Fantastic Voyage
What would it be like to travel inside things?
Imagine having a miniature submarine, like in the movie Fantastic Voyage.
You shrink to microscopic size and enter the interior of things.
You travel inside a tree.
Up through the trunk.
Out into a branch.
Along the stem of a leaf.
Finally arriving inside the leaf itself, looking outward through its thin green surface toward the sky, the earth, and the surrounding forest.
Everything appears different from the inside.
The familiar becomes mysterious.
A tree is no longer a tree.
It is a landscape.
A city.
A living world.
Then imagine traveling inside the human body.
Following blood vessels.
Passing through organs.
Watching signals travel through nerves.
Observing cells communicating with one another.
The body becomes less like an object and more like an ecosystem.
Then another possibility appears.
What would it mean to travel inside an experience?
Suppose you could enter a taste.
A piece of fruit touches the tongue.
Chemical receptors respond.
Signals move along nerves toward the brain.
Patterns of activity appear.
Somehow the mind recognizes all of this as sweetness.
Why sweetness?
Why not a color?
Why not a sound?
At what point does chemistry become experience?
At what point does electrical activity become taste?
The same question can be asked about smell.
Or touch.
Or sight.
Or thought.
If we could follow the journey all the way from physical contact to conscious experience, where exactly would we find the taste?
Where would we find the smell?
Where would we find the color red?
Perhaps the most fascinating voyage is not into the body but into awareness itself.
Not looking at things from the outside.
But entering them from within.
Following them all the way to the place where sensation becomes experience and experience becomes a world.
Every object has an inside.
Every experience has an inside.
And perhaps curiosity is nothing more than the desire to keep exploring.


The task
When you reach the line containing "Image resolution: width=1374" in the entries below, begin reproducing lines exactly, and stop once the line containing "Image resolution: width=1134" is done.

[Opening Information given section]

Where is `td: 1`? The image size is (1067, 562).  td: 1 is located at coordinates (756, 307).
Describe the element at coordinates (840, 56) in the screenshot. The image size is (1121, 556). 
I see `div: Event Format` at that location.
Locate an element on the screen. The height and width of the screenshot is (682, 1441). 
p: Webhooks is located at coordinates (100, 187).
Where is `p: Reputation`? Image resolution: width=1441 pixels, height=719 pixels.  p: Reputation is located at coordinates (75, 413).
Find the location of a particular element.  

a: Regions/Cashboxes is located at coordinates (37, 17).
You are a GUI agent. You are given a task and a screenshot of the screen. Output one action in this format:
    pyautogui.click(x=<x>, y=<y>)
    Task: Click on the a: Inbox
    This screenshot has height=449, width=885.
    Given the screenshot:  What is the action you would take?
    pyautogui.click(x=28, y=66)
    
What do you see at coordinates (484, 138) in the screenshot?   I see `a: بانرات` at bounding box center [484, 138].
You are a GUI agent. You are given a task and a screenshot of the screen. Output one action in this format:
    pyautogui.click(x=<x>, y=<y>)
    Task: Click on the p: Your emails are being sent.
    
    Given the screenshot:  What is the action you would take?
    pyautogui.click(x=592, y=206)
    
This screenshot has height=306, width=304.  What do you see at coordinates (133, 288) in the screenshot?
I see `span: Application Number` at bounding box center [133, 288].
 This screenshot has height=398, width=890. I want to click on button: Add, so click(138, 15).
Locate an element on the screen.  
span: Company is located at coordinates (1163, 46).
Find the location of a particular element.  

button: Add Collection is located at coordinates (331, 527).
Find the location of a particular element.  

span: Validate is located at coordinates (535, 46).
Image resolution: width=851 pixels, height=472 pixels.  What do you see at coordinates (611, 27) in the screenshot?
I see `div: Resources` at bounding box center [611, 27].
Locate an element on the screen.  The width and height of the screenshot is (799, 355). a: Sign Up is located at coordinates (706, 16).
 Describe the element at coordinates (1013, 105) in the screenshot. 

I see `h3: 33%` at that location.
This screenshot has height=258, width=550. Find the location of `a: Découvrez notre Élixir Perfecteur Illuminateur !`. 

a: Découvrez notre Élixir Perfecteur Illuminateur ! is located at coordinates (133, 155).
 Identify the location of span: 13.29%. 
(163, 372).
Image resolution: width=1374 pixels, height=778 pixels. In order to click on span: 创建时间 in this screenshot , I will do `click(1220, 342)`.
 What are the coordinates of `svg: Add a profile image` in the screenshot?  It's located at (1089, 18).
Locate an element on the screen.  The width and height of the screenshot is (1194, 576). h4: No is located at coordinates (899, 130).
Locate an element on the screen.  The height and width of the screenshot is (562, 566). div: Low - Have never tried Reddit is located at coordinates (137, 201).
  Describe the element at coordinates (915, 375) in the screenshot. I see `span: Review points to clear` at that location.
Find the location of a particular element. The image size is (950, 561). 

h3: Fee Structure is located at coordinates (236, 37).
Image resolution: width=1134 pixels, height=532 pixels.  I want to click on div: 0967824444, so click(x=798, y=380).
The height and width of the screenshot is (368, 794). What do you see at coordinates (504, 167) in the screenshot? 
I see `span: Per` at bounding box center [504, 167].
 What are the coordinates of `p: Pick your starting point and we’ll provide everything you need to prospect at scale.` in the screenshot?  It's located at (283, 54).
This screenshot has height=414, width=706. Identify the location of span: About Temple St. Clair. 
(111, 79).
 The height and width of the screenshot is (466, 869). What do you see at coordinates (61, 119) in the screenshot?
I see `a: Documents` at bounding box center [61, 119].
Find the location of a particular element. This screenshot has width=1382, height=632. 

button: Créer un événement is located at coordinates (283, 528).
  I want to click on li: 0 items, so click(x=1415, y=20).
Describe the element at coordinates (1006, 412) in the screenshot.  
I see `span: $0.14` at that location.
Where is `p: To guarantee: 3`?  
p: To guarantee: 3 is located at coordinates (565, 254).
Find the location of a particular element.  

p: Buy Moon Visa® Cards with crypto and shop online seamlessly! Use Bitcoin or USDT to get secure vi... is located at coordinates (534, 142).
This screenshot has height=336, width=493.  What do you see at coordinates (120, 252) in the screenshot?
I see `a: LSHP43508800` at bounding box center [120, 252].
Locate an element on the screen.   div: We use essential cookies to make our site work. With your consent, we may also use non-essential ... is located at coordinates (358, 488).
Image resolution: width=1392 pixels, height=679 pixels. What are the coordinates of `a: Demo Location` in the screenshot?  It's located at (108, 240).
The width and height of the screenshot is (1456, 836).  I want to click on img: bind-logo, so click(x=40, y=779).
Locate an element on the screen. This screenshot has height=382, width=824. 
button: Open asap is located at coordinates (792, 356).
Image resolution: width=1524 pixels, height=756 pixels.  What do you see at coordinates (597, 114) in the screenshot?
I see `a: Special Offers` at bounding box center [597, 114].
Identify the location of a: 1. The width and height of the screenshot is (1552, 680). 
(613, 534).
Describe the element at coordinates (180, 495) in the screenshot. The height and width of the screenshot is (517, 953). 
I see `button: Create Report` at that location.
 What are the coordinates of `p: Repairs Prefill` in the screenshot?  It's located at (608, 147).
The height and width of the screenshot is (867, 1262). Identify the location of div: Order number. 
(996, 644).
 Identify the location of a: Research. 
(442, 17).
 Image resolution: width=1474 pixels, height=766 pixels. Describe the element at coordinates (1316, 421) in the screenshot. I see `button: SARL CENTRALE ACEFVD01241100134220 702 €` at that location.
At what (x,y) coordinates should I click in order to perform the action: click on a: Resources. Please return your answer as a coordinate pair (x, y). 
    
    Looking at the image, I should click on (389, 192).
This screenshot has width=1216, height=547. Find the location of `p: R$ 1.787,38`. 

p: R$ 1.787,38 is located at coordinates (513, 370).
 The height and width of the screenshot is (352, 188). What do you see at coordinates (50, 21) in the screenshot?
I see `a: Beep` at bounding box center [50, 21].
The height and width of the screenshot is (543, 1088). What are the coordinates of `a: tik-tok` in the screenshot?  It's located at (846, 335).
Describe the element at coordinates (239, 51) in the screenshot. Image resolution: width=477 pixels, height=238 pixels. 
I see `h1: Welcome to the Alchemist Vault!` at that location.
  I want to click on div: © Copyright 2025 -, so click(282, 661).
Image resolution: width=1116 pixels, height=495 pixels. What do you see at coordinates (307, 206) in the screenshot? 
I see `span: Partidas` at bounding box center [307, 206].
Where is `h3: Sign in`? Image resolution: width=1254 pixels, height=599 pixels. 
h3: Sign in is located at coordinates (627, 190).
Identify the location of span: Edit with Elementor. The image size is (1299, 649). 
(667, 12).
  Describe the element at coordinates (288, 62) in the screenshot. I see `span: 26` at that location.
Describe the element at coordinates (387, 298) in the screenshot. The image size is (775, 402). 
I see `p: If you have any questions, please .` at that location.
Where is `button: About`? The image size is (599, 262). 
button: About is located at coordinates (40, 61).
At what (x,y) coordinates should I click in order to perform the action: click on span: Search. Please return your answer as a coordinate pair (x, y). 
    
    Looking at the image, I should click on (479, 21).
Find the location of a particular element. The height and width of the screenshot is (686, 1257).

[Closing Information given section]

Task output
Image resolution: width=1374 pixels, height=778 pixels. In order to click on span: 创建时间 in this screenshot , I will do `click(1220, 342)`.
 What are the coordinates of `svg: Add a profile image` in the screenshot?  It's located at (1089, 18).
Locate an element on the screen.  The width and height of the screenshot is (1194, 576). h4: No is located at coordinates (899, 130).
Locate an element on the screen.  The height and width of the screenshot is (562, 566). div: Low - Have never tried Reddit is located at coordinates (137, 201).
  Describe the element at coordinates (915, 375) in the screenshot. I see `span: Review points to clear` at that location.
Find the location of a particular element. The image size is (950, 561). 

h3: Fee Structure is located at coordinates (236, 37).
Image resolution: width=1134 pixels, height=532 pixels.  I want to click on div: 0967824444, so click(x=798, y=380).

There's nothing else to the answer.